The 2026 SLATE Research Symposium will be held on May 7, 2025 (Reading Day), College of Education, Room 22
The Symposium will run from 10am to 2pm, including a poster session for student research (11:30-1:00) and boxed lunches for all attendees.
POSTER ABSTRACT SUBMISSION -- NOW OPEN!
DEADLINE: APRIL 10, 2026
Submission Process:
- Email <kiel@illinois.edu> with your poster abstract: 500-word limit
- Include: Name & Email, Department, & Advisor Name
- Indicate whether your poster will be a traditional printed poster or computer-poster
- If Traditional, we will print your poster for you!
- Professor Christianson will inform you whether or not your abstract is suitable for the symposium.
- Deadline for emailing Professor Christianson the final poster for printing: 5pm, April 30, 2026
- ALL PRESENTERS must REGISTER for the Symposium. (Registration form will be emailed to all SLATE Student listserv members in April.)
Schedule:
10:00 -- Welcome
10:15 -- Dr. Giuli Dussias's talk
11:15 -- set-up for poster session (posters will be hung up already)/lunch
11:30 -- Lunch/Poster Session
1:00 -- Dr.
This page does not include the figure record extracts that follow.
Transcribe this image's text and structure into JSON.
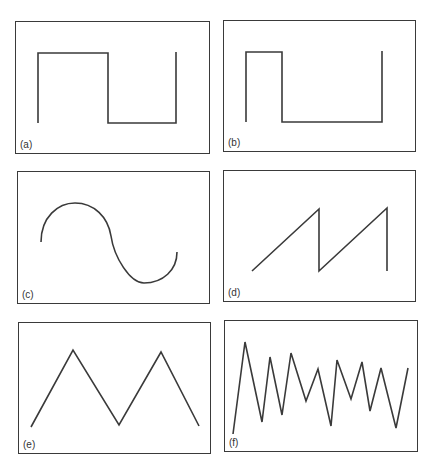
{
  "figure": {
    "stroke_color": "#3a3a3a",
    "panels": [
      {
        "id": "a",
        "label": "(a)",
        "waveform": "square",
        "x": 15,
        "y": 21,
        "w": 195,
        "h": 133,
        "points": "22,31 92,31 92,101 160,101 160,30",
        "start": "22,101"
      },
      {
        "id": "b",
        "label": "(b)",
        "waveform": "rectangular-pulse",
        "x": 223,
        "y": 20,
        "w": 193,
        "h": 132,
        "points": "22,31 58,31 58,101 158,101 158,30",
        "start": "22,101"
      },
      {
        "id": "c",
        "label": "(c)",
        "waveform": "sine",
        "x": 17,
        "y": 171,
        "w": 193,
        "h": 133
      },
      {
        "id": "d",
        "label": "(d)",
        "waveform": "sawtooth",
        "x": 223,
        "y": 170,
        "w": 193,
        "h": 132
      },
      {
        "id": "e",
        "label": "(e)",
        "waveform": "triangle",
        "x": 18,
        "y": 322,
        "w": 193,
        "h": 132
      },
      {
        "id": "f",
        "label": "(f)",
        "waveform": "irregular",
        "x": 224,
        "y": 320,
        "w": 194,
        "h": 132
      }
    ]
  }
}
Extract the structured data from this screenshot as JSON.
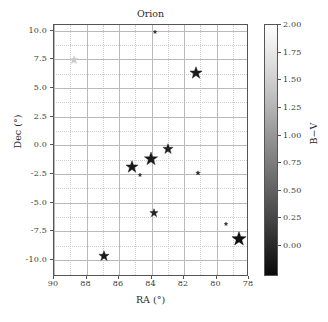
{
  "chart_data": {
    "type": "scatter",
    "title": "Orion",
    "xlabel": "RA (°)",
    "ylabel": "Dec (°)",
    "xlim": [
      90,
      78
    ],
    "ylim": [
      -11.5,
      10.5
    ],
    "x_inverted": true,
    "xticks": [
      "90",
      "88",
      "86",
      "84",
      "82",
      "80",
      "78"
    ],
    "xtick_values": [
      90,
      88,
      86,
      84,
      82,
      80,
      78
    ],
    "yticks": [
      "10.0",
      "7.5",
      "5.0",
      "2.5",
      "0.0",
      "-2.5",
      "-5.0",
      "-7.5",
      "-10.0"
    ],
    "ytick_values": [
      10.0,
      7.5,
      5.0,
      2.5,
      0.0,
      -2.5,
      -5.0,
      -7.5,
      -10.0
    ],
    "grid": true,
    "grid_minor": true,
    "marker": "star",
    "colormap": "gray",
    "colorbar": {
      "label": "B−V",
      "ticks": [
        "2.00",
        "1.75",
        "1.50",
        "1.25",
        "1.00",
        "0.75",
        "0.50",
        "0.25",
        "0.00"
      ],
      "tick_values": [
        2.0,
        1.75,
        1.5,
        1.25,
        1.0,
        0.75,
        0.5,
        0.25,
        0.0
      ],
      "vmin": 2.0,
      "vmax": -0.28,
      "top_color": "#ffffff",
      "bottom_color": "#0a0a0a"
    },
    "points": [
      {
        "name": "betelgeuse",
        "ra": 88.79,
        "dec": 7.41,
        "bv": 1.85,
        "size": 9,
        "color": "#c9c9c9"
      },
      {
        "name": "meissa",
        "ra": 83.78,
        "dec": 9.93,
        "bv": -0.16,
        "size": 4,
        "color": "#2b2b2b"
      },
      {
        "name": "bellatrix",
        "ra": 81.28,
        "dec": 6.35,
        "bv": -0.21,
        "size": 13,
        "color": "#1a1a1a"
      },
      {
        "name": "mintaka",
        "ra": 83.0,
        "dec": -0.3,
        "bv": -0.18,
        "size": 11,
        "color": "#1f1f1f"
      },
      {
        "name": "alnilam",
        "ra": 84.05,
        "dec": -1.2,
        "bv": -0.18,
        "size": 14,
        "color": "#1a1a1a"
      },
      {
        "name": "alnitak",
        "ra": 85.19,
        "dec": -1.94,
        "bv": -0.21,
        "size": 13,
        "color": "#1a1a1a"
      },
      {
        "name": "sigma-ori",
        "ra": 84.69,
        "dec": -2.6,
        "bv": -0.24,
        "size": 4,
        "color": "#2b2b2b"
      },
      {
        "name": "eta-ori",
        "ra": 81.12,
        "dec": -2.4,
        "bv": -0.17,
        "size": 5,
        "color": "#2b2b2b"
      },
      {
        "name": "iota-ori",
        "ra": 83.86,
        "dec": -5.91,
        "bv": -0.21,
        "size": 9,
        "color": "#222222"
      },
      {
        "name": "tau-ori",
        "ra": 79.4,
        "dec": -6.84,
        "bv": -0.1,
        "size": 4,
        "color": "#2b2b2b"
      },
      {
        "name": "rigel",
        "ra": 78.63,
        "dec": -8.2,
        "bv": -0.03,
        "size": 15,
        "color": "#111111"
      },
      {
        "name": "saiph",
        "ra": 86.94,
        "dec": -9.67,
        "bv": -0.17,
        "size": 11,
        "color": "#1a1a1a"
      }
    ]
  }
}
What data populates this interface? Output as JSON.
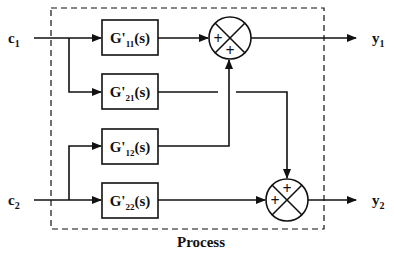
{
  "diagram": {
    "title": "Process",
    "inputs": [
      {
        "id": "c1",
        "base": "c",
        "sub": "1"
      },
      {
        "id": "c2",
        "base": "c",
        "sub": "2"
      }
    ],
    "outputs": [
      {
        "id": "y1",
        "base": "y",
        "sub": "1"
      },
      {
        "id": "y2",
        "base": "y",
        "sub": "2"
      }
    ],
    "blocks": [
      {
        "id": "G11",
        "base": "G'",
        "sub": "11",
        "suffix": "(s)"
      },
      {
        "id": "G21",
        "base": "G'",
        "sub": "21",
        "suffix": "(s)"
      },
      {
        "id": "G12",
        "base": "G'",
        "sub": "12",
        "suffix": "(s)"
      },
      {
        "id": "G22",
        "base": "G'",
        "sub": "22",
        "suffix": "(s)"
      }
    ],
    "summing_junctions": [
      {
        "id": "sum1",
        "signs": [
          "+",
          "+"
        ],
        "output": "y1"
      },
      {
        "id": "sum2",
        "signs": [
          "+",
          "+"
        ],
        "output": "y2"
      }
    ],
    "connections": [
      "c1 -> G11",
      "c1 -> G21",
      "c2 -> G12",
      "c2 -> G22",
      "G11 -> sum1",
      "G12 -> sum1",
      "G21 -> sum2",
      "G22 -> sum2",
      "sum1 -> y1",
      "sum2 -> y2"
    ]
  }
}
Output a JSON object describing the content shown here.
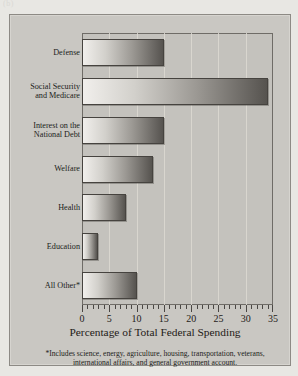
{
  "figure": {
    "tag": "(b)"
  },
  "chart_data": {
    "type": "bar",
    "orientation": "horizontal",
    "title": "",
    "xlabel": "Percentage of Total Federal Spending",
    "ylabel": "",
    "xlim": [
      0,
      35
    ],
    "xticks": [
      0,
      5,
      10,
      15,
      20,
      25,
      30,
      35
    ],
    "xtick_labels": [
      "0",
      "5",
      "10",
      "15",
      "20",
      "25",
      "30",
      "35"
    ],
    "minor_tick_interval": 1,
    "grid": true,
    "grid_axis": "x",
    "legend": false,
    "categories": [
      "Defense",
      "Social Security and Medicare",
      "Interest on the National Debt",
      "Welfare",
      "Health",
      "Education",
      "All Other*"
    ],
    "values": [
      15,
      34,
      15,
      13,
      8,
      3,
      10
    ],
    "bar_fill": "linear-gradient light-to-dark gray",
    "bar_edge_color": "#46433f",
    "plot_background": "#c4c2bd",
    "panel_background": "#c9c7c2"
  },
  "labels": {
    "categories": [
      {
        "lines": [
          "Defense"
        ]
      },
      {
        "lines": [
          "Social Security",
          "and Medicare"
        ]
      },
      {
        "lines": [
          "Interest on the",
          "National Debt"
        ]
      },
      {
        "lines": [
          "Welfare"
        ]
      },
      {
        "lines": [
          "Health"
        ]
      },
      {
        "lines": [
          "Education"
        ]
      },
      {
        "lines": [
          "All Other*"
        ]
      }
    ]
  },
  "footnote": {
    "text": "*Includes science, energy, agriculture, housing, transportation, veterans, international affairs, and general government account."
  }
}
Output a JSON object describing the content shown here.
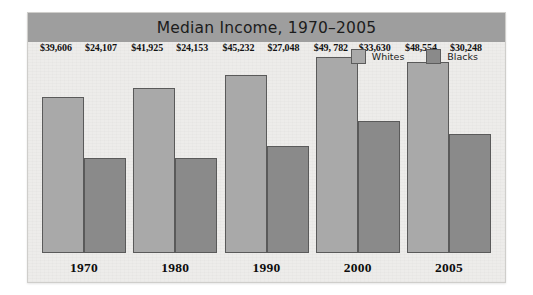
{
  "chart": {
    "title": "Median Income, 1970–2005",
    "legend": [
      {
        "label": "Whites",
        "color": "#a9a9a9",
        "swatch_icon": "legend-swatch-whites"
      },
      {
        "label": "Blacks",
        "color": "#8a8a8a",
        "swatch_icon": "legend-swatch-blacks"
      }
    ]
  },
  "chart_data": {
    "type": "bar",
    "title": "Median Income, 1970–2005",
    "xlabel": "",
    "ylabel": "",
    "grid": false,
    "legend_position": "top-right",
    "ylim": [
      0,
      50000
    ],
    "categories": [
      "1970",
      "1980",
      "1990",
      "2000",
      "2005"
    ],
    "series": [
      {
        "name": "Whites",
        "color": "#a9a9a9",
        "values": [
          39606,
          41925,
          45232,
          49782,
          48554
        ],
        "labels": [
          "$39,606",
          "$41,925",
          "$45,232",
          "$49, 782",
          "$48,554"
        ]
      },
      {
        "name": "Blacks",
        "color": "#8a8a8a",
        "values": [
          24107,
          24153,
          27048,
          33630,
          30248
        ],
        "labels": [
          "$24,107",
          "$24,153",
          "$27,048",
          "$33,630",
          "$30,248"
        ]
      }
    ]
  }
}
Xun Yan's Talk
2:00 -- Closing Remarks
Speakers:
Our invited speaker this year is Dr. Paola (Giuli) Dussias, Distinguished Professor of Spanish, Linguistics, and Psychology, Pennsylvania State University
TITLE: Variation in Predictive Language Processing
ABSTRACT: Our understanding of prediction in language comprehension has advanced rapidly, but key questions remain about the mechanisms that give rise to predictive processing and how these mechanisms are shaped by variation across individuals, languages, and contexts. Evidence increasingly shows that prediction is not uniform: it depends on experience, cognitive resources, and the structure of the input, raising important questions about how it interacts with integration under different conditions.
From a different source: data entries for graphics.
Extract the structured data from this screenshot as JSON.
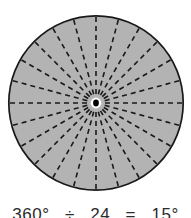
{
  "figure": {
    "background_color": "#ffffff"
  },
  "circle": {
    "fill_color": "#b3b3b3",
    "outline_color": "#1a1a1a",
    "outline_width": 1.6,
    "center_x": 96,
    "center_y": 103,
    "radius": 88,
    "center_dot_color": "#000000",
    "center_dot_radius": 3.2,
    "center_ring_color": "#ffffff",
    "center_ring_radius": 5.5
  },
  "sectors": {
    "count": 24,
    "angle_degrees": 15,
    "spoke_count": 24,
    "diameter_count": 12,
    "line_color": "#1a1a1a",
    "line_width": 1.6,
    "dash_pattern": "5,4",
    "angles_degrees": [
      0,
      15,
      30,
      45,
      60,
      75,
      90,
      105,
      120,
      135,
      150,
      165,
      180,
      195,
      210,
      225,
      240,
      255,
      270,
      285,
      300,
      315,
      330,
      345
    ]
  },
  "caption": {
    "full_text": "360° ÷ 24 = 15°",
    "total_degrees": "360°",
    "divide_symbol": "÷",
    "divisor": "24",
    "equals_symbol": "=",
    "result": "15°"
  },
  "chart_data": {
    "type": "pie",
    "title": "360° ÷ 24 = 15°",
    "categories": [
      "1",
      "2",
      "3",
      "4",
      "5",
      "6",
      "7",
      "8",
      "9",
      "10",
      "11",
      "12",
      "13",
      "14",
      "15",
      "16",
      "17",
      "18",
      "19",
      "20",
      "21",
      "22",
      "23",
      "24"
    ],
    "values": [
      15,
      15,
      15,
      15,
      15,
      15,
      15,
      15,
      15,
      15,
      15,
      15,
      15,
      15,
      15,
      15,
      15,
      15,
      15,
      15,
      15,
      15,
      15,
      15
    ],
    "unit": "degrees",
    "total": 360,
    "slice_count": 24,
    "slice_angle": 15,
    "legend": "none",
    "grid": false
  }
}
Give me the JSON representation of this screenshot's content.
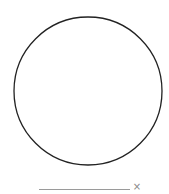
{
  "shape": {
    "type": "circle",
    "cx": 88,
    "cy": 91,
    "r": 74,
    "stroke": "#222222",
    "stroke_width": 1.3,
    "fill": "none"
  },
  "input": {
    "value": "",
    "clear_icon": "×"
  }
}
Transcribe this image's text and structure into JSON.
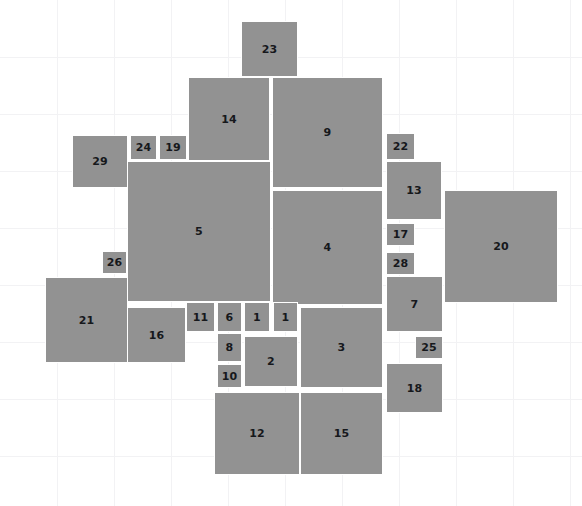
{
  "canvas": {
    "width": 582,
    "height": 506,
    "background_color": "#ffffff",
    "grid_color": "#f2f2f4",
    "grid_spacing": 57,
    "rect_fill_color": "#929292",
    "rect_border_color": "#ffffff",
    "label_color": "#16181c"
  },
  "chart_data": {
    "type": "treemap",
    "title": "",
    "xlabel": "",
    "ylabel": "",
    "grid": true,
    "legend": "none",
    "xlim": [
      0,
      582
    ],
    "ylim": [
      0,
      506
    ],
    "note": "Rectangle packing / bin-packing layout; each rectangle is labeled with its item number.",
    "items": [
      {
        "label": "23",
        "x": 241,
        "y": 21,
        "w": 57,
        "h": 56
      },
      {
        "label": "14",
        "x": 188,
        "y": 77,
        "w": 82,
        "h": 84
      },
      {
        "label": "9",
        "x": 272,
        "y": 77,
        "w": 111,
        "h": 111
      },
      {
        "label": "29",
        "x": 72,
        "y": 135,
        "w": 56,
        "h": 53
      },
      {
        "label": "24",
        "x": 130,
        "y": 135,
        "w": 27,
        "h": 25
      },
      {
        "label": "19",
        "x": 159,
        "y": 135,
        "w": 28,
        "h": 25
      },
      {
        "label": "22",
        "x": 386,
        "y": 133,
        "w": 29,
        "h": 27
      },
      {
        "label": "13",
        "x": 386,
        "y": 161,
        "w": 56,
        "h": 59
      },
      {
        "label": "5",
        "x": 127,
        "y": 161,
        "w": 144,
        "h": 141
      },
      {
        "label": "4",
        "x": 272,
        "y": 190,
        "w": 111,
        "h": 115
      },
      {
        "label": "20",
        "x": 444,
        "y": 190,
        "w": 114,
        "h": 113
      },
      {
        "label": "17",
        "x": 386,
        "y": 223,
        "w": 29,
        "h": 23
      },
      {
        "label": "28",
        "x": 386,
        "y": 252,
        "w": 29,
        "h": 23
      },
      {
        "label": "26",
        "x": 102,
        "y": 251,
        "w": 25,
        "h": 23
      },
      {
        "label": "7",
        "x": 386,
        "y": 276,
        "w": 57,
        "h": 56
      },
      {
        "label": "21",
        "x": 45,
        "y": 277,
        "w": 83,
        "h": 86
      },
      {
        "label": "11",
        "x": 186,
        "y": 302,
        "w": 29,
        "h": 30
      },
      {
        "label": "6",
        "x": 217,
        "y": 302,
        "w": 25,
        "h": 30
      },
      {
        "label": "1",
        "x": 244,
        "y": 302,
        "w": 26,
        "h": 30
      },
      {
        "label": "1",
        "x": 273,
        "y": 302,
        "w": 25,
        "h": 30
      },
      {
        "label": "3",
        "x": 300,
        "y": 307,
        "w": 83,
        "h": 81
      },
      {
        "label": "16",
        "x": 127,
        "y": 307,
        "w": 59,
        "h": 56
      },
      {
        "label": "8",
        "x": 217,
        "y": 333,
        "w": 25,
        "h": 29
      },
      {
        "label": "2",
        "x": 244,
        "y": 336,
        "w": 54,
        "h": 51
      },
      {
        "label": "25",
        "x": 415,
        "y": 336,
        "w": 28,
        "h": 23
      },
      {
        "label": "10",
        "x": 217,
        "y": 364,
        "w": 25,
        "h": 24
      },
      {
        "label": "18",
        "x": 386,
        "y": 363,
        "w": 57,
        "h": 50
      },
      {
        "label": "12",
        "x": 214,
        "y": 392,
        "w": 86,
        "h": 83
      },
      {
        "label": "15",
        "x": 300,
        "y": 392,
        "w": 83,
        "h": 83
      }
    ]
  }
}
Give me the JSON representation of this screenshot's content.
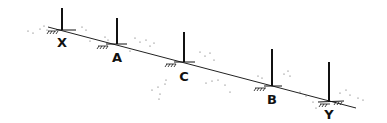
{
  "diagram": {
    "line": {
      "from": [
        62,
        30
      ],
      "to": [
        352,
        107
      ],
      "color": "#222222"
    },
    "posts": [
      {
        "label": "X",
        "x": 62,
        "top": 8,
        "base": 30,
        "label_y": 47
      },
      {
        "label": "A",
        "x": 117,
        "top": 18,
        "base": 44,
        "label_y": 62
      },
      {
        "label": "C",
        "x": 184,
        "top": 32,
        "base": 62,
        "label_y": 81
      },
      {
        "label": "B",
        "x": 272,
        "top": 49,
        "base": 86,
        "label_y": 104
      },
      {
        "label": "Y",
        "x": 329,
        "top": 62,
        "base": 102,
        "label_y": 119
      }
    ],
    "colors": {
      "ink": "#111111",
      "speckle": "#777777"
    }
  }
}
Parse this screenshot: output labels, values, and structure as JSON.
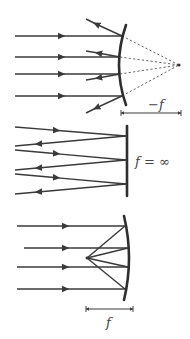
{
  "diagrams": [
    {
      "name": "convex-mirror",
      "label": "−f",
      "description": "Parallel rays reflect off convex mirror and diverge from virtual focal point behind mirror"
    },
    {
      "name": "plane-mirror",
      "label": "f = ∞",
      "description": "Rays reflect off a flat mirror"
    },
    {
      "name": "concave-mirror",
      "label": "f",
      "description": "Parallel rays reflect off concave mirror and converge at focal point"
    }
  ],
  "colors": {
    "line": "#3a3a3a",
    "background": "#ffffff"
  }
}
In this talk, I bring together evidence from four lines of research to argue that variation provides critical insights into the complementary roles of prediction and integration. First, I employ the allophonic alternation between the English indefinite articles a/an to show that predictive processing is experience-dependent, with systematic differences between native and non-native speakers. Second, I use evidence from the processing of the Italian definite articles il/lo/la to show that prediction is language-specific, with listeners anticipating both phonological and morphosyntactic information within a rich grammatical system. Third, I examine code-switching, drawing on experimental and naturalistic data to show that in mixed-language contexts –where predictability is reduced –predictions are less precise and comprehension relies more heavily on rapid and flexible integration across linguistic systems. Fourth, I investigate the role of literacy in shaping predictive processing, drawing on recent work with low-income Afro-Colombian speakers.
Taken together, the findings support a view of language processing in which prediction and integration are complementary, adaptive mechanisms whose relative contributions shift with experience, linguistic structure, and context. Adopting a variation perspective highlights the flexibility of the human language processing system and advances theoretical accounts of prediction in real-world comprehension.

Our Illinois speaker this year will be Dr. Xun Yan, Professor of Linguistics
TITLE: What does elicited imitation measure? A synthesis of psychometric, corpus, and psycholinguistic evidences
Abstract: Elicited imitation (EI) is considered as a type of general language proficiency task, and yet its use as a measure of second language (L2) proficiency is controversial with a unique trajectory of popularity over the past 50 years. This talk is a reflection of EI-related research and practice across four historical stages, from (1) the initial adaptation from first language acquisition research, through (2) the debate on construct validity, to (3) the loss of popularity to communicative movement, until (4) the recent resurgence of interest in the technology-advanced era. I will first synthesize research findings on some critical questions raised on the nature of EI as a proficiency measure across different stages. Next, I will discuss implications of this measure in other fields of applied linguistics, propose new lines of research, and illustrate the potential of this method of assessment through some of my recent work. In the end, I will extrapolate beyond EI to share some personal views on the use of psycholinguistic vs. communicative tasks in measuring language proficiency in applied linguistics. By combining historical review and empirical research, I hope that the talk will provide a comprehensive account on the “seasonality” of attention on such a resilient measure of L2 proficiency. Through decades of EI research, while answers to some lingering questions remain inconclusive, advancements in cognitive psychology and technology have also broaden the scope and reshaped the foci of research around this method of assessment.